In its press release about the prize, BGU noted that “since Oct. 7, she has become the face of Israeli news as she tackles the difficult reality professionally, with wisdom and sensitivity—the same values that are reflected in her weekly podcast with respected British journalist Jonathan Freedland of The Guardian: ‘UNHOLY: Two Jews on the News.’”
In other, less-euphemistic but more appropriate words: two left-wing peas in a progressive pod.
In fairness to Levi, she never hides her leftist slant. But that’s likely due to life in an elitist bubble oblivious to its own biases.
The same applies to Ben-Ami, who was so distraught at the results of the Nov. 1, 2022 Knesset elections that two weeks after the current government was instated, he ended his nightly monologue by moaning, “I can’t believe what we will become.” Apparently, he fancies himself clairvoyant as well as objective.
But the above is nothing compared to the elation Levi radiated when Obama won the 2008 election.

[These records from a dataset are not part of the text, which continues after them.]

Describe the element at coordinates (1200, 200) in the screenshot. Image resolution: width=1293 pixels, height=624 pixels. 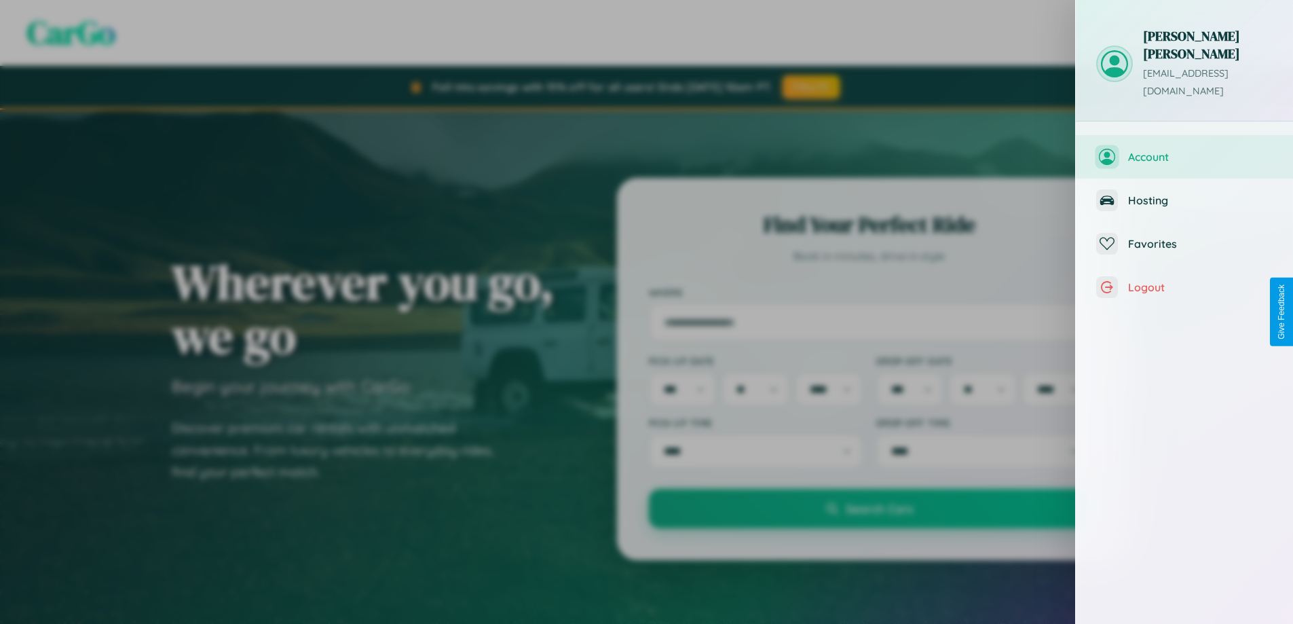
I see `span: Hosting` at that location.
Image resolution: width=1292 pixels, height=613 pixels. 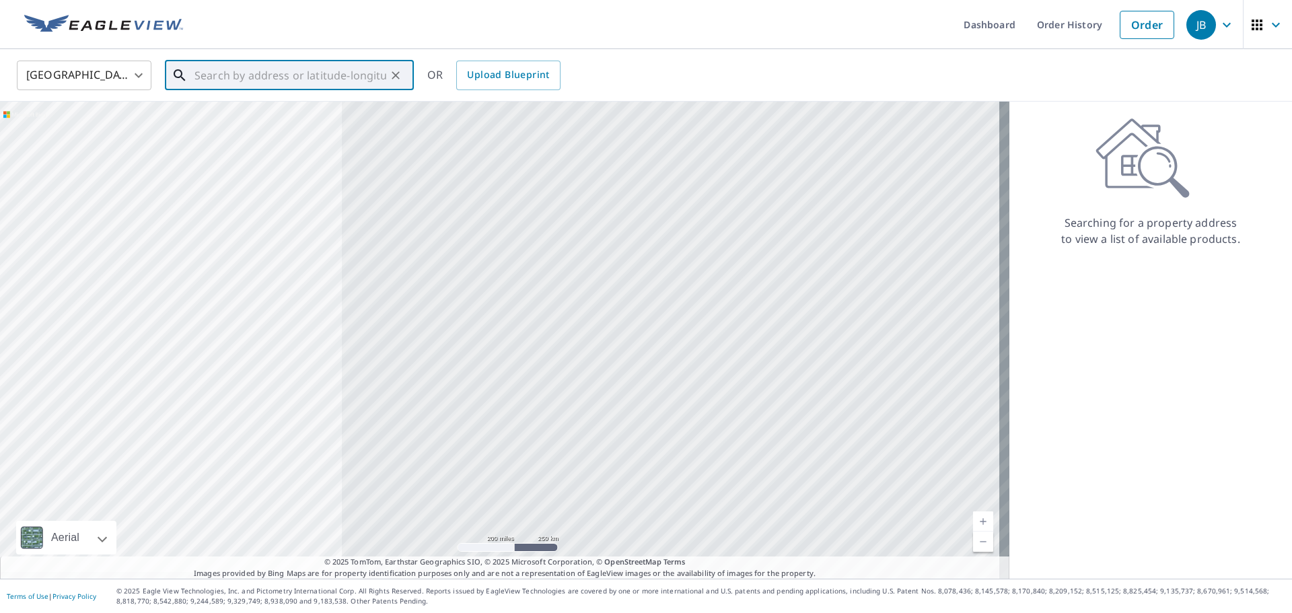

She gushed breathlessly, unable to contain her thrill at his victory. Imagine her delight, then, when she snagged an interview with him in 2010 and again in 2013.
During the former, she acted like a P.R. person in his employ. In the latter, she cooed through a list of sympathetic questions and didn’t challenge any of his platitudes about peace, Iran’s nuclear program or anything else.
Fast forward to Levi’s July 2022 interview at the White House with Biden, during which he reiterated his administration’s desire to return to the Joint Comprehensive Plan of Action, the 2015 nuclear deal with Iran from which his predecessor, Donald Trump, withdrew in 2018.
“The only thing worse than the Iran that exists now is an Iran with nuclear weapons,” he said during the tete-a-tete that was taped on the eve of his trip to the Middle East and broadcast in Israel after his arrival in the country. “And if we can return to the deal and hold them tight…. ”
He never finished that sentence. Instead, he proceeded to criticize Trump, without mentioning him by name, for having ditched the JCPOA.
It was boilerplate stuff, until Levi asked him whether his assertion that he will do everything to prevent Iran from acquiring nuclear weapons includes the use of force. He replied: “If that was the last resort, yes.”
It’s amusing that the remark made global headlines, since Biden didn’t define “last resort” or specify a deadline. Well, that was two years ago, and the Middle East since then has gone up in literal and figurative flames—with even Biden’s secretary of state, Antony Blinken, warning last month that Tehran is now able to produce the necessary fissile material for an atomic bomb in “one or two weeks.”
As Israelis sit and wait for an imminent missile-and-drone attack from the Islamic Republic and its various proxies, Levi and Ben-Ami are too busy blaming Prime Minister Benjamin Netanyahu for everything to focus on the real culprits. That they’re able to take time out of their frenetic anti-Netanyahu schedules to hail Biden as a Zionist hero—and a high-functioning one, at that—is as politically transparent as it is embarrassing.